IN SQL Server 2012 Enterprise edition, you can use AlwaysON Availability groups to achieve what you want.
If you have 2 servers set up, then you can configure AlwaysON.
Primary server will be your main and secondary (Replica) - when configured as "Readable" will allow you to redirect all "Read Intent" requests to secondary replica as well as the secondary replica is a read-only replica.
Note that, your clients are connected to the Availability Group using Listener, which allows seamless failover for your application.
In case of disaster you have all your concerns covered
A. Not have boxes sitting around doing nothing waiting for a failure.
The secondary will be used for read intent requests and will server as a standby server in case the primary fails.
B. Automatic fail over. We don't want to be running like headless chickens flipping switches and configuration settings when a database / box fails
When you use synchronous mode, it will allow you for automatic failover. In my testing, asynchronous mode (without automatic failover - manual failover) has proven more benefits in terms of performance. SO depending on the data loss allowed by your company and the downtime, you can choose between them.
AlwaysON allows you to Configure Flexible Failover Policy to Control Conditions for Automatic Failover
C. Sensible fail-over times (e.g. a five minute fail over is not sustainable)
AlwaysON will provide failover in terms of seconds, but it depends on your n/w.
EDIT :
If you implement AlwaysON (which fits in your situation), below is my recommendation:
Assuming (from your post) DB1 is the main database and DB2 is for reporting.
Configure DB1 as primary in AlwaysON. You get a warm standby database on the secondary server (say DB1_Replica).
Configure DB1_Replica as readable and have asynchronous-Commit mode configured.
Under asynchronous-commit mode, the secondary replica never becomes synchronized with the primary replica. Though a given secondary database might catch up to the corresponding primary database, any secondary database could lag behind at any point. Asynchronous-commit mode can be useful in a disaster-recovery scenario in which the primary replica and the secondary replica are separated by a significant distance and where you do not want small errors to impact the primary replica or in or situations where performance is more important than synchronized data protection. Furthermore, since the primary replica does not wait for acknowledgements from the secondary replica, problems on the secondary replica never impact the primary replica.

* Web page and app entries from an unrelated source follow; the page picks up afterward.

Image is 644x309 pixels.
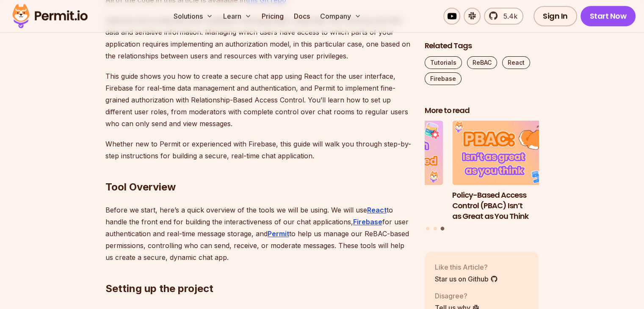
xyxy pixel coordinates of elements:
li: 3 of 3 [452,121,566,222]
a: Start Now [580,6,636,26]
h3: Policy-Based Access Control (PBAC) Isn’t as Great as You Think [452,190,566,222]
button: Company [317,8,365,24]
h2: Related Tags [425,41,539,52]
a: Permit [268,230,289,238]
a: Policy-Based Access Control (PBAC) Isn’t as Great as You ThinkPolicy-Based Access Control (PBAC) ... [452,121,566,222]
a: 5.4k [484,8,524,24]
p: This guide shows you how to create a secure chat app using React for the user interface, Firebase... [105,70,411,130]
p: Like this Article? [435,262,498,273]
li: 2 of 3 [329,121,443,222]
strong: Tool Overview [105,181,176,193]
button: Solutions [170,8,216,24]
button: Go to slide 3 [441,227,444,231]
a: React [367,206,387,214]
h2: More to read [425,105,539,116]
a: Tutorials [425,56,462,69]
strong: Setting up the project [105,282,214,295]
a: React [502,56,530,69]
a: Firebase [425,72,462,85]
a: Sign In [533,6,577,26]
p: Solid security is essential when building a chat application, especially one involving real-time ... [105,14,411,62]
img: Prisma ORM Data Filtering with ReBAC [329,121,443,186]
h3: Prisma ORM Data Filtering with ReBAC [329,190,443,211]
div: Posts [425,121,539,232]
img: Permit logo [9,2,91,31]
button: Go to slide 1 [426,227,429,230]
p: Whether new to Permit or experienced with Firebase, this guide will walk you through step-by-step... [105,138,411,162]
a: Star us on Github [435,274,498,284]
a: ReBAC [467,56,497,69]
img: Policy-Based Access Control (PBAC) Isn’t as Great as You Think [452,121,566,186]
button: Learn [220,8,255,24]
button: Go to slide 2 [433,227,437,230]
span: 5.4k [498,11,517,21]
a: Firebase [353,218,382,226]
a: Pricing [258,8,287,24]
a: Docs [290,8,314,24]
p: Disagree? [435,291,480,301]
p: Before we start, here’s a quick overview of the tools we will be using. We will use to handle the... [105,204,411,263]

The listener is going to help you with seamless failover.
Refer to below links to get you started :
A request that is being blocked does no work. Here's an example:
Create a blocking query
use AdventureWorks2012;
go
begin tran;
update HumanResources.Department
set Name = 'testing 1 2 3'
where DepartmentID = 7;
--rollback tran;
Run a query that will be blocked by the above session
use AdventureWorks2012;
go
select *
from HumanResources.Department;
Now look at any "work" this blocked request could be doing (query sys.dm_exec_requests
for this blocked session, and then wait some time and query again to compare/contrast):
select
start_time,
status,
total_elapsed_time_sec =
total_elapsed_time / 1000,
cpu_time,
reads,
logical_reads,
writes
from sys.dm_exec_requests
where session_id = 52; -- my blocked session's spid
waitfor delay '00:00:10';
select
start_time,
status,
total_elapsed_time_sec =
total_elapsed_time / 1000,
cpu_time,
reads,
logical_reads,
writes
from sys.dm_exec_requests
where session_id = 52; -- my blocked session's spid
What you see here is a request that is doing no work, as it is not in the running
state. When it is suspended
then it is not on a processor doing any work.
Best Answer
No, dropping a synonym requires a Sch-M lock, and also IX locks on
sysschobjs
/sysobjvalues
, at least if it is on the same server (I haven't tested what happens when the synonym uses a 4-part name).What exactly would it mean if you could change a synonym in the middle of a query or transaction? If you have a query plan operator or a cursor which needs to go back to the table, or you have multiple steps in a transaction that reference the table, it would violate all kinds of principles if the referenced table were different. I think it is much better that you can't change it until a point where nobody is referencing it.